Same. I write cheats for CS2 for my own amusement and it's 100% detectable by replay analysis.
If I'm reacting to information that I shouldn't have at a rate much much greater than the general population, then I'm not psychic, I'm just cheating.
This is also true for aiming, spray control, etc. All current cs2 cheaters are producing a very large and detectable audit trail of very suspicious plays in game, even if they think they're being sneaky. The resolution of the data looks like keeping track of your location and where you're aiming about every 15ms.
I can hide from a kernel module, but I can't hide from my own data trail.
There's only really two paths:
* We do kernel anti-cheat in trusted execution environments, which is bad for all the reasons in the article. When I break through this, you'll get the full "having a cheater" experience in your game.
* We do AI/ML heuristic-based detection to the point where cheaters are forced to behave exactly like non-cheating teammates or risk detection, cheating maybe only 10-20% above their previously established skill patterns. When I break through this, you'll have a normal game and I'll be kind of bored and nobody will be having the "cheaters in my game" experience even though I'm actually cheating.
In either case, I'm still going to try and beat the system for fun. Because video games.
Yes, it happens all the time, especially as the devices age.
L1 devices remotely downgrade to become L3 devices. This has different effects depending on content provided from "totally unavailable" to "lower resolution".
I'm not sure if it's confirmed, but it's believed Level 1 video output contains a watermarking scheme that ties the key to the media, so if it's leaked they can disable the key that leaked the content.
You can search around and find tons of angry consumers shouting into the void about widevine errors on older consumer devices.
If I'm reacting to information that I shouldn't have at a rate much much greater than the general population, then I'm not psychic, I'm just cheating.
This is also true for aiming, spray control, etc. All current cs2 cheaters are producing a very large and detectable audit trail of very suspicious plays in game, even if they think they're being sneaky. The resolution of the data looks like keeping track of your location and where you're aiming about every 15ms.
Here's some recent research that's related: https://arxiv.org/html/2508.06348v1
I can hide from a kernel module, but I can't hide from my own data trail.
There's only really two paths:
* We do kernel anti-cheat in trusted execution environments, which is bad for all the reasons in the article. When I break through this, you'll get the full "having a cheater" experience in your game.
* We do AI/ML heuristic-based detection to the point where cheaters are forced to behave exactly like non-cheating teammates or risk detection, cheating maybe only 10-20% above their previously established skill patterns. When I break through this, you'll have a normal game and I'll be kind of bored and nobody will be having the "cheaters in my game" experience even though I'm actually cheating.
In either case, I'm still going to try and beat the system for fun. Because video games.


** Task instructions **
Each line of the material below with the word "Salvador" is to be reported.

::::

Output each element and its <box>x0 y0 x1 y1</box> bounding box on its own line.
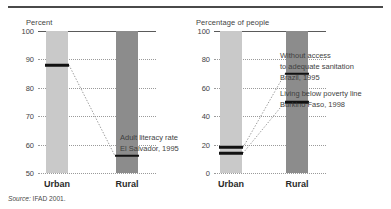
annotation-poverty: Living below poverty lineBurkino Faso, 1… <box>280 89 362 111</box>
value-marker-urban-0 <box>219 146 243 149</box>
y-tick-label-40: 40 <box>202 112 210 121</box>
header-rule <box>8 6 383 8</box>
annotation-sanitation-line-2: Brazil, 1995 <box>280 73 354 84</box>
annotation-adult-literacy: Adult literacy rateEl Salvador, 1995 <box>120 133 179 155</box>
connector-line-0 <box>243 74 285 148</box>
y-tick-label-50: 50 <box>26 169 34 178</box>
value-marker-urban-1 <box>219 152 243 155</box>
y-tick-label-60: 60 <box>202 83 210 92</box>
gridline-0 <box>214 173 326 174</box>
y-tick-label-100: 100 <box>21 27 34 36</box>
source-label: Source: <box>8 195 31 202</box>
source-text: IFAD 2001. <box>31 195 66 202</box>
category-label-urban: Urban <box>218 179 244 189</box>
annotation-adult-literacy-line-1: El Salvador, 1995 <box>120 144 179 155</box>
y-tick-label-100: 100 <box>197 27 210 36</box>
y-tick-label-70: 70 <box>26 112 34 121</box>
category-label-rural: Rural <box>285 179 308 189</box>
annotation-poverty-line-0: Living below poverty line <box>280 89 362 100</box>
y-tick-label-0: 0 <box>206 169 210 178</box>
source-note: Source: IFAD 2001. <box>8 195 66 202</box>
y-tick-label-80: 80 <box>202 55 210 64</box>
y-tick-label-90: 90 <box>26 55 34 64</box>
bar-urban <box>46 31 68 173</box>
category-label-rural: Rural <box>115 179 138 189</box>
annotation-sanitation: Without accessto adequate sanitationBraz… <box>280 51 354 84</box>
annotation-sanitation-line-0: Without access <box>280 51 354 62</box>
y-tick-label-20: 20 <box>202 140 210 149</box>
annotation-adult-literacy-line-0: Adult literacy rate <box>120 133 179 144</box>
annotation-sanitation-line-1: to adequate sanitation <box>280 62 354 73</box>
value-marker-urban-0 <box>45 64 69 67</box>
category-label-urban: Urban <box>44 179 70 189</box>
value-marker-rural-0 <box>115 155 139 158</box>
annotation-poverty-line-1: Burkino Faso, 1998 <box>280 100 362 111</box>
y-tick-label-60: 60 <box>26 140 34 149</box>
y-tick-label-80: 80 <box>26 83 34 92</box>
gridline-50 <box>38 173 156 174</box>
connector-line-0 <box>69 65 115 156</box>
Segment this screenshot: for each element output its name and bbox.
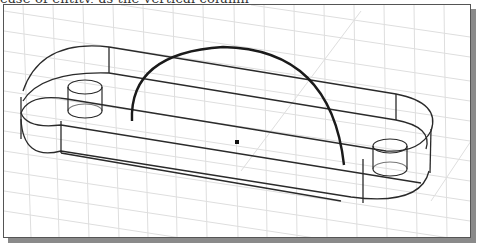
cropped-caption-text: ease of entity, as the vertical column xyxy=(0,0,478,3)
slot-body xyxy=(21,46,433,203)
center-point-marker xyxy=(235,140,239,144)
wireframe-drawing xyxy=(4,5,470,237)
cad-viewport[interactable] xyxy=(3,4,471,238)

::::

** Output of the exercise **
annotation-adult-literacy: Adult literacy rateEl Salvador, 1995 <box>120 133 179 155</box>
annotation-adult-literacy-line-1: El Salvador, 1995 <box>120 144 179 155</box>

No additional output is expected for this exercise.